Beloved R&B singer D’Angelo has died at the age of 51 after battling prostate cancer, according to multiple reports. The musician, whose real name was Michael Eugene Archer, had backed out of a June performance at the Roots Picnic in Philadelphia “due to a longer-than-expected surgical recovery” without revealing specifics.
“Such a sad loss to the passing of D’Angelo,” DJ Premier wrote on X. “We [had] so many great times. Gonna miss you so much. Sleep peacefully.”
The son of a Pentecostal preacher, D’Angelo struggled to reconcile his sexed-up musical persona with deeply embedded religious convictions. His 1995 debut, Brown Sugar, was an ode to weed and women, whose organic, throwback grooves owed more to the progressive mindset of late-’80s/early ’90s Native Tongues hip-hop than to the slick, digitized R&B of the day made by Boyz II Men and Keith Sweat.
Led by the provocative, nearly nude video for “Untitled,” 2000’s Voodoo was a very different story. It evolved from more than three years’ worth of sessions, mainly at New York’s Electric Lady Studios, and featured an impressive roster of soul, funk, and jazz players such as Roots drummer Ahmir “Questlove” Thompson, who became D’Angelo’s musical copilot, keyboardist James Poyser, guitarist Charlie Hunter and trumpeter Roy Hargrove.
“What was cool about it,” Thompson told SPIN in 2008, “was D had the A room [of the studio] on lockdown, and Common had the B room. Then Common brought [producer] Jay Dee inside, and next thing you know, both camps are working in each other’s studio.” Erykah Badu, Talib Kweli and Mos Def visited frequently, creating a ground zero for what Thompson called “a left-of-center” black music renaissance.”
The Roots Picnic set was to have been only D’Angelo’s second full concert since 2016. “Due to an unforeseen medical delay regarding surgery I had earlier this year, I’ve been advised by my team of specialist[s] that the performance this weekend could further complicate matters,” he wrote on Instagram at the time. “It is nearly impossible to express how disappointed I am not to be able to play with my brothers the Roots. And even more disappointed not to see all of you.”
“I’m so thankful to my beautiful fans for continuing to rock with me and I thank you for your continued support,” he added. “I’m currently in the lab and I can’t wait to serve up what’s in the pot.”
Thompson was instrumental in coaxing D’Angelo to release the 2014 album Black Messiah after a nearly 15-year hiatus. The path to that project, and the aftermath of the success of Voodoo, were chronicled in the 2019 documentary Devil’s Pie: D’Angelo, directed by Dutch filmmaker Carine Bijlsma. It also addressed the artist’s struggles with substance abuse, the loss of family members, fame and his recovery from a major car accident.
“Black Messiah is both ancient and fresh — a surging mass of old blues and new soul built from classic thought and rebel spirit, unending angst and beautiful struggle, sunshine and moonlight and cynicism and sex and fighting and loving and losing and praying and cussing and hating and hoping,” SPIN wrote in its contemporary review of the album.
D’Angelo’s only on-stage appearances since concluding promo work behind Black Messiah were at a 2021 Verzuz show at New York’s Apollo Theater and at that year’s Tribeca Film Festival, plus an April 2022 cameo with Questlove and Raphael Saadiq while covering Sly & the Family Stone’s “Babies Makin’ Babies” during the Netflix Is a Joke festival at the Hollywood Bowl in Los Angeles.
Saadiq previously told Rolling Stone that D’Angelo was actively working on new music, but nothing has come to light beyond “I Want You Forever,” his Jay-Z-assisted contribution to last year’s The Book of Clarence soundtrack.
D’Angelo is survived by three children. The mother of his first son, fellow R&B singer Angie Stone, died in a car accident in March.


*Instructions to follow:* Repeat the entries below exactly. Begin with the first line and end with the line that contains "In order to click on span: c.".

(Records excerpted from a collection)
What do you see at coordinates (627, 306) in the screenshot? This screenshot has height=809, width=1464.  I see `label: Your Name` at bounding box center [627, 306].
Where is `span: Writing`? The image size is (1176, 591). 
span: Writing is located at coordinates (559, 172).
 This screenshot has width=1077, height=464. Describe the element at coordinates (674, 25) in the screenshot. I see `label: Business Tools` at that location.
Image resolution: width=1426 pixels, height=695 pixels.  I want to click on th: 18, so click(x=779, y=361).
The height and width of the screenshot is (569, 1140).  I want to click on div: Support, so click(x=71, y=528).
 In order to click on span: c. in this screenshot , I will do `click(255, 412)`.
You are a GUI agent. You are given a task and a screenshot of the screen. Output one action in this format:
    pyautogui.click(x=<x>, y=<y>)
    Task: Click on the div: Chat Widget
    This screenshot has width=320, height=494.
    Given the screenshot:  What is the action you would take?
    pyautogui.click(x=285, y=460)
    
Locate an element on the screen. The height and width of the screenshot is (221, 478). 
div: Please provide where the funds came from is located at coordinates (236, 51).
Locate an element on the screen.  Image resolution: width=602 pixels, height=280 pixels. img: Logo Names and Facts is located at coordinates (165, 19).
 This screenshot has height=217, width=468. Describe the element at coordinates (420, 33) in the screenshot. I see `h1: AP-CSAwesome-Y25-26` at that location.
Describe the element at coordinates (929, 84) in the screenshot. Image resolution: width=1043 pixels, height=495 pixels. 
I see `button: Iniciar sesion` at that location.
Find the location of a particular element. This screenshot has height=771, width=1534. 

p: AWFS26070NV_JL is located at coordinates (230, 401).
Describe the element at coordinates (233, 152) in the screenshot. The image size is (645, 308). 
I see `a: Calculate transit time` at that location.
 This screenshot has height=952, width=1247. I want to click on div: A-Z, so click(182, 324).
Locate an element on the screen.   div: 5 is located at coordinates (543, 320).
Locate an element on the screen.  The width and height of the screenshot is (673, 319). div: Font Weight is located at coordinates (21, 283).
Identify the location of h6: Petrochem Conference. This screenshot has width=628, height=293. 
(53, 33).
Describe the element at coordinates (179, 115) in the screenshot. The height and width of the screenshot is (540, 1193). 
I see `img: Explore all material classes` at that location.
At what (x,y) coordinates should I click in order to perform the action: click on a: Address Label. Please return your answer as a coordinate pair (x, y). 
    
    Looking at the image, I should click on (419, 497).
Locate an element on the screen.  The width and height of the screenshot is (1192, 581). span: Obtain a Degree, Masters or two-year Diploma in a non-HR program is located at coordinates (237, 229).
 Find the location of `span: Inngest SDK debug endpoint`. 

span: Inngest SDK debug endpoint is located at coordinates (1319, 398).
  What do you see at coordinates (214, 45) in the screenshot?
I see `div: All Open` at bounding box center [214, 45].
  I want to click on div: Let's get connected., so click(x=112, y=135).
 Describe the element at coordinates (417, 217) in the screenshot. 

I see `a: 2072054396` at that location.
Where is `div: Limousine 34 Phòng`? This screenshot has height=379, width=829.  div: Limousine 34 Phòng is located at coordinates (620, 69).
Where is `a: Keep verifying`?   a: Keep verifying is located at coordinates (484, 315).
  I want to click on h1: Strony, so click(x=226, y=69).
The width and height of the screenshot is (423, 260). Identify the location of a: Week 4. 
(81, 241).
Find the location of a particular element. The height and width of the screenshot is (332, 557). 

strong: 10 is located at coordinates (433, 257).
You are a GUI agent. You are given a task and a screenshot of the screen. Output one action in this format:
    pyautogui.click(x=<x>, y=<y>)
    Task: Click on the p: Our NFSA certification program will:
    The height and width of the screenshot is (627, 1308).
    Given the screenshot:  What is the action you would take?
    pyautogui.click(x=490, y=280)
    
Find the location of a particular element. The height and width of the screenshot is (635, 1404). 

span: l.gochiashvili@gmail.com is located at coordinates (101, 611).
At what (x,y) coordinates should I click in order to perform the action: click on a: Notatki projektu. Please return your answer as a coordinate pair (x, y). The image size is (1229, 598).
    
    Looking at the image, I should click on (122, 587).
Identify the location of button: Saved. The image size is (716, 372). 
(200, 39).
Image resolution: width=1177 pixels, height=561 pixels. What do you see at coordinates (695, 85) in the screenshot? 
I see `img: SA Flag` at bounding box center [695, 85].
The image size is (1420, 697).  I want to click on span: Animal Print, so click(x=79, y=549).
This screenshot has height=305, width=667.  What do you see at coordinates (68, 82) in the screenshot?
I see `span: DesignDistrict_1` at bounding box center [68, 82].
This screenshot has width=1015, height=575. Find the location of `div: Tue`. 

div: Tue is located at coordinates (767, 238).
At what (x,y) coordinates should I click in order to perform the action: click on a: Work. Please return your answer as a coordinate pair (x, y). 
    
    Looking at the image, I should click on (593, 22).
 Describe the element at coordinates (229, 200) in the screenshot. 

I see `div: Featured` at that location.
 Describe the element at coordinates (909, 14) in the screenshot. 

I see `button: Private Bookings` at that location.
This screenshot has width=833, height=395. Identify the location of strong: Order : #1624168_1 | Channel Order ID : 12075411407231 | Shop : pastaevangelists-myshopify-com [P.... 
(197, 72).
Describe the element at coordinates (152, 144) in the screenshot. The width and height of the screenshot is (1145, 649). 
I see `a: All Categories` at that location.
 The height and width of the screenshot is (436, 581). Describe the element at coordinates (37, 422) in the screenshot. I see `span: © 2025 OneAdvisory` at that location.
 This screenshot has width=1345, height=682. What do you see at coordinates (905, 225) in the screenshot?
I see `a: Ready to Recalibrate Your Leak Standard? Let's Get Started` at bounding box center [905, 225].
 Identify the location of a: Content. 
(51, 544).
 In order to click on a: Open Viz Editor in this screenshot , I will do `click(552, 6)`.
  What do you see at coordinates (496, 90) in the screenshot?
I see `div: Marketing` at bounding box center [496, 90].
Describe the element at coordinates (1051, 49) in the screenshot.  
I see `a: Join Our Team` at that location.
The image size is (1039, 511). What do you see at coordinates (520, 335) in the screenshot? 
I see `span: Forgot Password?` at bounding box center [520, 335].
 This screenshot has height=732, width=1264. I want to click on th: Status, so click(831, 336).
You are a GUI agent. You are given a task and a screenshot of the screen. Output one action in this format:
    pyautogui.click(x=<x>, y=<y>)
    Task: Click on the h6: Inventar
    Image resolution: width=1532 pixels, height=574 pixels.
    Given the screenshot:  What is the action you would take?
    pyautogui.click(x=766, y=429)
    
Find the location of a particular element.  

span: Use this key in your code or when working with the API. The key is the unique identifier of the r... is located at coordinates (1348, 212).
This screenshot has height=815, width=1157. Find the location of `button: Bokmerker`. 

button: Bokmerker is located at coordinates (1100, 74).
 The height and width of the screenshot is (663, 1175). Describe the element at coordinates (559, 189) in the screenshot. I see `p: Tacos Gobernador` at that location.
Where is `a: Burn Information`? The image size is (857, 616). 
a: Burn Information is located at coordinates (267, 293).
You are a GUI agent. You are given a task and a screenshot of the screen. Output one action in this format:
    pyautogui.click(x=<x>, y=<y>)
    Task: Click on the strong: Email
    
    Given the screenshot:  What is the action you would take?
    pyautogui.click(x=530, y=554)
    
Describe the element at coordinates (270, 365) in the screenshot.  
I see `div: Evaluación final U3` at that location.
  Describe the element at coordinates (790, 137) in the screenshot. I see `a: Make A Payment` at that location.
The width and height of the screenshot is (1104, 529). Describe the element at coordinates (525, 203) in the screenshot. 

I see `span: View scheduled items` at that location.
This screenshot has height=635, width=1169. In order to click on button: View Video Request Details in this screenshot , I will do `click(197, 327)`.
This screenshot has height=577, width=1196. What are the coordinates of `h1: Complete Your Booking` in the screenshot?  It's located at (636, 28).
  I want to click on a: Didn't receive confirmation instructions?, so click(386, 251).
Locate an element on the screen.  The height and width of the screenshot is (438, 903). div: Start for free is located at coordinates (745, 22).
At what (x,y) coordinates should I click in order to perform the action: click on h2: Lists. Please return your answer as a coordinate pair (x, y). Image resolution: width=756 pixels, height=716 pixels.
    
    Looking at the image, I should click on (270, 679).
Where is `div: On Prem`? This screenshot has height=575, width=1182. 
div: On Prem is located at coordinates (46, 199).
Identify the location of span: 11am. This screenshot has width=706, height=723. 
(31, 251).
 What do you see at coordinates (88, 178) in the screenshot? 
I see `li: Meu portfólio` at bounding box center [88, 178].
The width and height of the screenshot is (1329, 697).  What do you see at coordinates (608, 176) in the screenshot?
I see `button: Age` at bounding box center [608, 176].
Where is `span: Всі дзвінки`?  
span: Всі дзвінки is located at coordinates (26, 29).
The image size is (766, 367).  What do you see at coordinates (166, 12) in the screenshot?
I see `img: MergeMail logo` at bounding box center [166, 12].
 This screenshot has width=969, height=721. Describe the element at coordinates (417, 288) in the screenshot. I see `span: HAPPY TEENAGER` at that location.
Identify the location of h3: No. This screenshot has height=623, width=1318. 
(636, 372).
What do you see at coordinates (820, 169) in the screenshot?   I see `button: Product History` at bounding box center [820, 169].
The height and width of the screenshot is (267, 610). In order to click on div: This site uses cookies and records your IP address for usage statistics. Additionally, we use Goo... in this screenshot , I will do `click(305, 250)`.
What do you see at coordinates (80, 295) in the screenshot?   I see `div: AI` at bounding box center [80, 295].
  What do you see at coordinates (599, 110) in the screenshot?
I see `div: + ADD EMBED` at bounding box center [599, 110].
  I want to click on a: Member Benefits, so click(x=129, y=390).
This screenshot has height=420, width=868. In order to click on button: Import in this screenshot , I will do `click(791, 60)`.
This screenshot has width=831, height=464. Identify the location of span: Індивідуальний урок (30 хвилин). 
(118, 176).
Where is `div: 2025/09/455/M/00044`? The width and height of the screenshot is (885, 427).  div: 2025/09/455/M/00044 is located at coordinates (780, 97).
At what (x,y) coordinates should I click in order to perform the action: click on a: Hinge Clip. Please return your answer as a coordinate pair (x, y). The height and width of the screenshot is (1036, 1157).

*Exercise output:*
What do you see at coordinates (627, 306) in the screenshot? This screenshot has height=809, width=1464.  I see `label: Your Name` at bounding box center [627, 306].
Where is `span: Writing`? The image size is (1176, 591). 
span: Writing is located at coordinates (559, 172).
 This screenshot has width=1077, height=464. Describe the element at coordinates (674, 25) in the screenshot. I see `label: Business Tools` at that location.
Image resolution: width=1426 pixels, height=695 pixels.  I want to click on th: 18, so click(x=779, y=361).
The height and width of the screenshot is (569, 1140).  I want to click on div: Support, so click(x=71, y=528).
 In order to click on span: c. in this screenshot , I will do `click(255, 412)`.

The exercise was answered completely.